▸ What is expected
Below this sentence is a listing; return exactly its lines from the one with "You are a GUI" to the one with "The width and", both kept, and nothing more.

▸ Entries supplied
+ + + + + + +
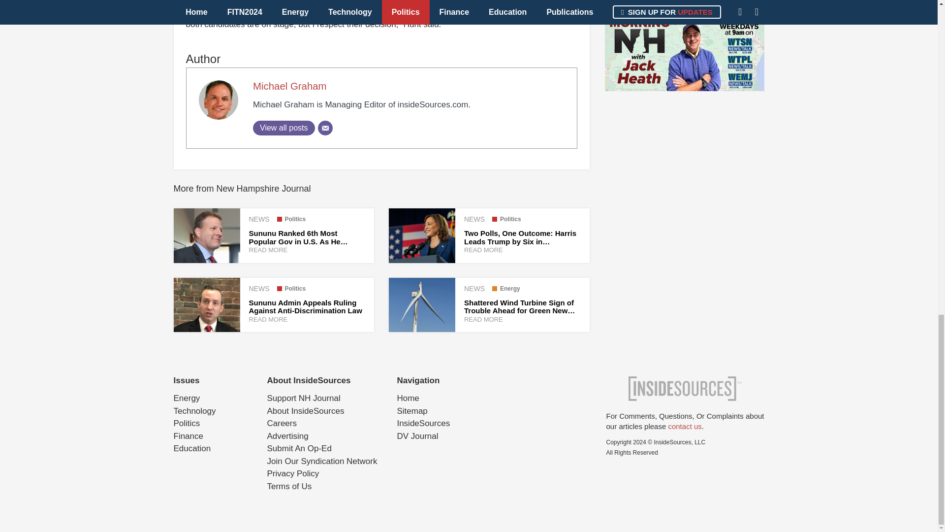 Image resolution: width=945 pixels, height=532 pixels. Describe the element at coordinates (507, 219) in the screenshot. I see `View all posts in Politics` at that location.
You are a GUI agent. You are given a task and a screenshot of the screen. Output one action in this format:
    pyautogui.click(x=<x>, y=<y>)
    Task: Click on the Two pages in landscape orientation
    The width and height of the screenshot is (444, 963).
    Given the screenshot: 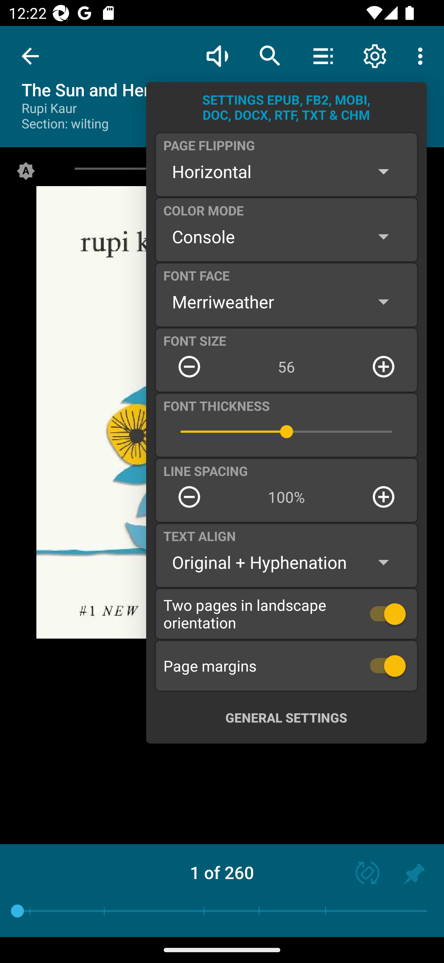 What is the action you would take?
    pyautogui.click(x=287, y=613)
+ + + + + + +
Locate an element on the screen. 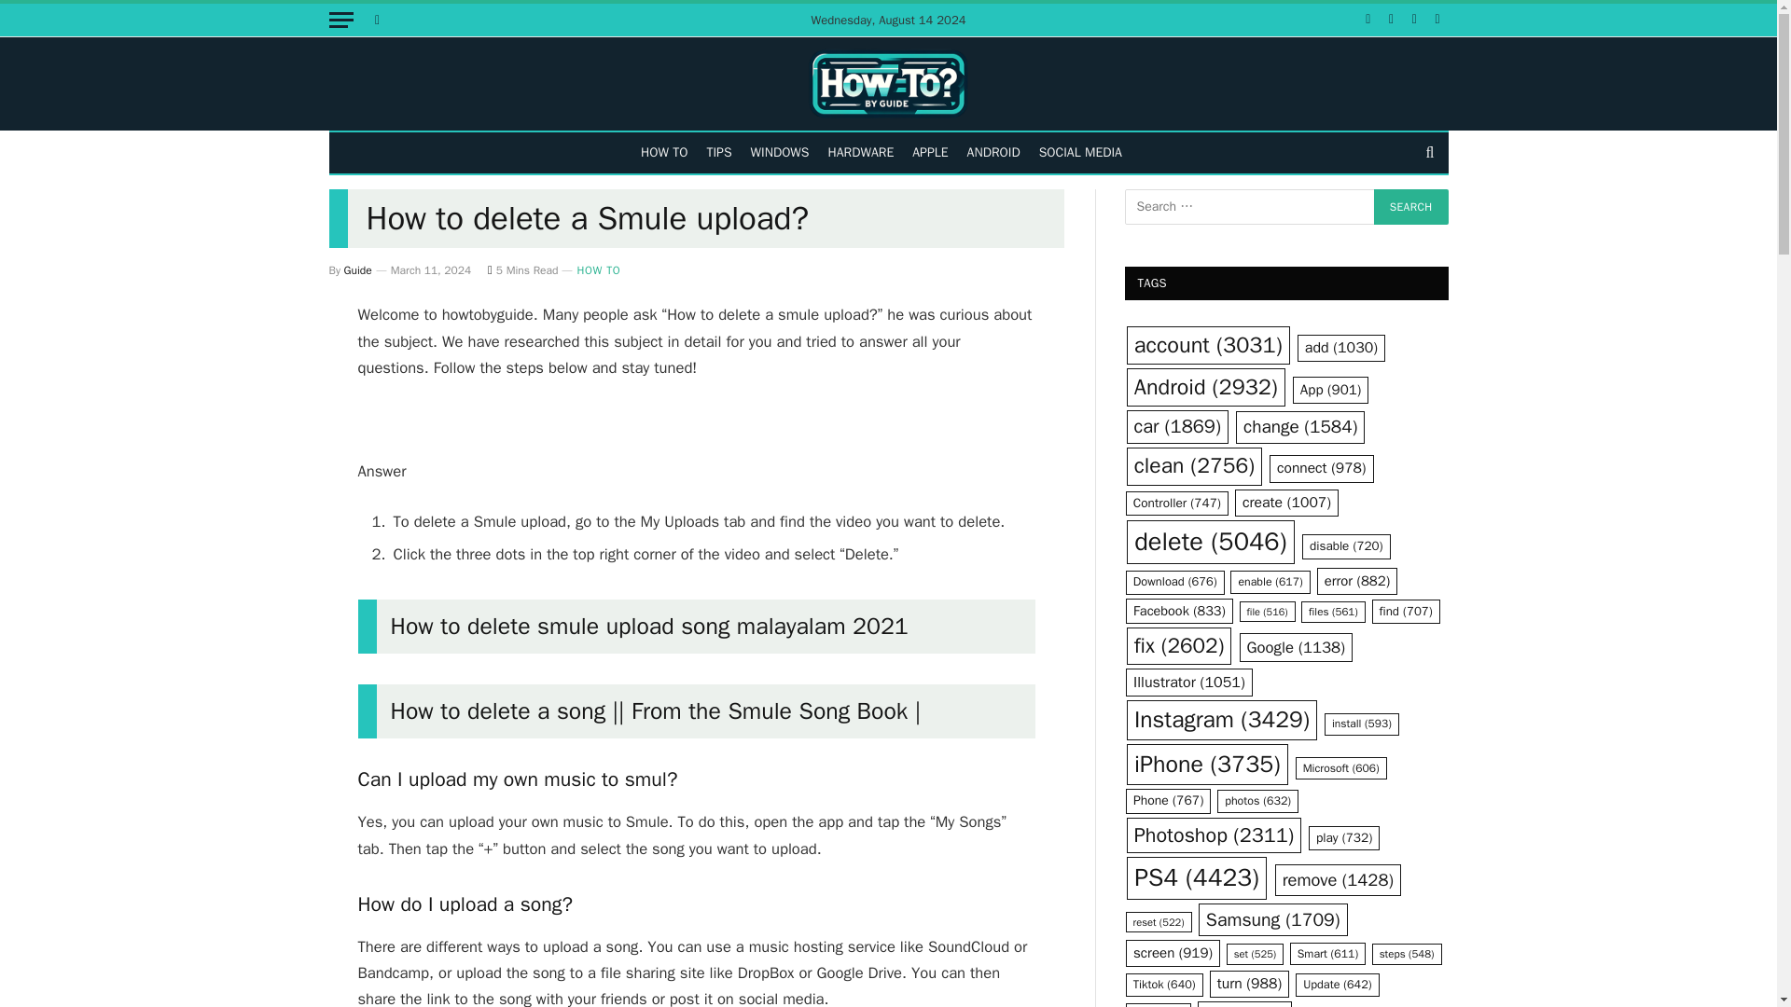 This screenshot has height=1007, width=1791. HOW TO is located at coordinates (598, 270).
+ + + + + + +
▸ Task output
You are a GUI agent. You are given a task and a screenshot of the screen. Output one action in this format:
    pyautogui.click(x=<x>, y=<y>)
    Task: Click on the Two pages in landscape orientation
    The width and height of the screenshot is (444, 963).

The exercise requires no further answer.